You raise a good point–that dishonest emotional-manipulation tactics can be used to reinforce false beliefs just as much as true ones.
However, the cynic in me notes that this doesn’t address the relative degree of _effectiveness_ of these methods. In my experience, reason is a very weak tool for persuading people where beliefs are involved. Yes, it’s more honest and less likely to be abused to support nonsense… but if it has minimal impact, does that matter?
Belief is strong, and reason is weak. Reason is better, of course, but if you’ve found a position supported by reason, logic, and evidence, it may be smarter to realy on more than JUST reason to make your case. It may be more effective to make use of other, much more powerful tools of persuasion, especially when you’re dealing with people who don’t value reason in the first place (e.g., testifying before Congress).

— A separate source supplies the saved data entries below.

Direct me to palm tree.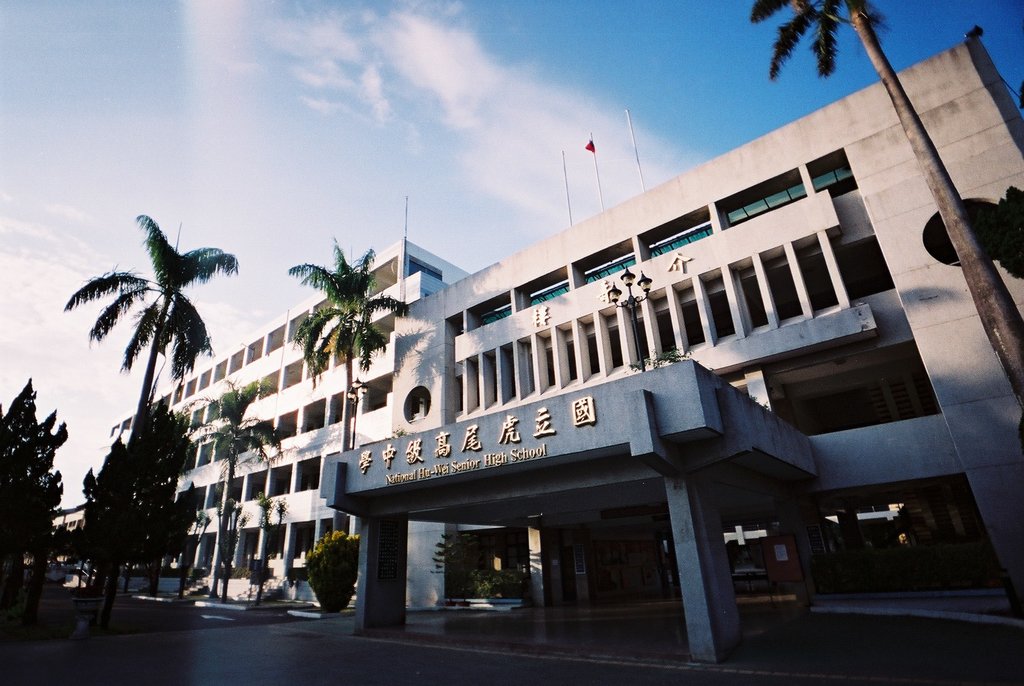
Direction: [298,250,387,612].
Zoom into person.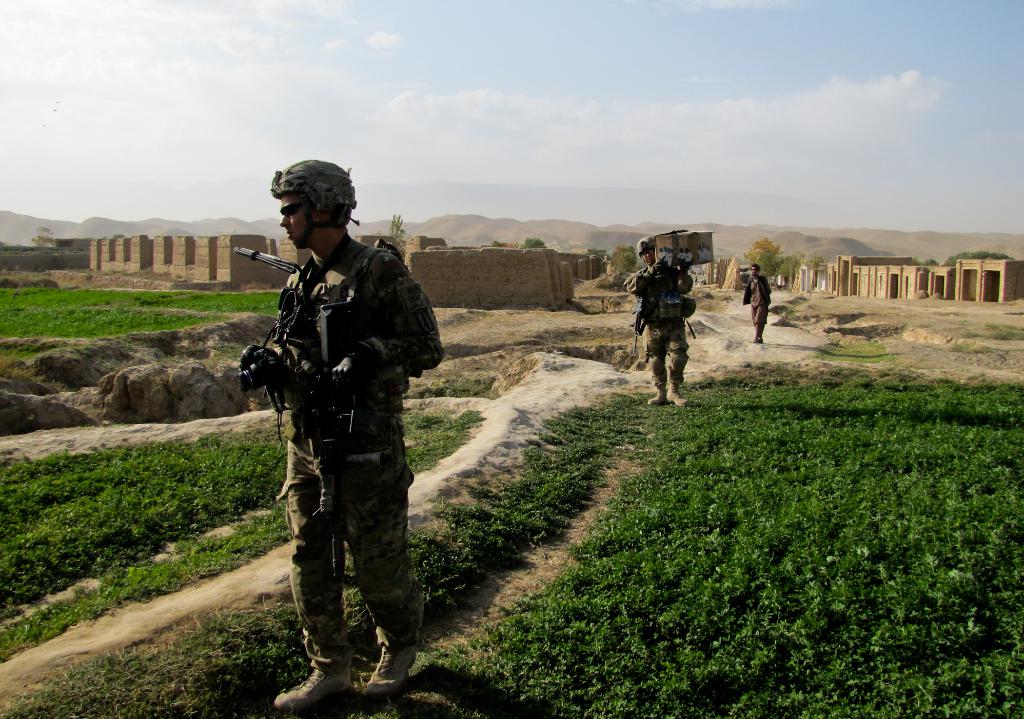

You have a point. And in fact, it is impossible to avoid also allowing other non-truth sensitive factors to play a role. Even just at the level of good presentational and rhetorical skills, for example.
I think it’s a matter of degree. A parent who prevents her kids meeting unbelievers, who insists on hours of repetition of key texts each day, who offers rewards for expressions of the “right” beliefs and punishments for those of “wrong” beliefs, and so on, is clearly well up the other end of the scale compared to a parent who encourages her kids to think and question and make up their own minds, etc. Despite the fact that the latter parent will no doubt by making use of non-truth-sensitive methods too (even if perhaps largely unknowingly). I talk about this quite a lot in my book The War For Children’s Minds (in which I make a case for a VERY liberal and enlightened approach to moral and religious education).
This is a false dichotomy, “reason” and “beliefs.” Beliefs are to reason what food is to hunger. The problem is some people fail to discipline their rational hunger, and feast on intellectual junk food. There is nothing wrong with having beliefs, they are the natural, normative object of reasoning.
Actually, beliefs are a poor substitute for knowledge. Beliefs are what can be confirmed or corrected when knowledge becomes available; until then, they’re guesses.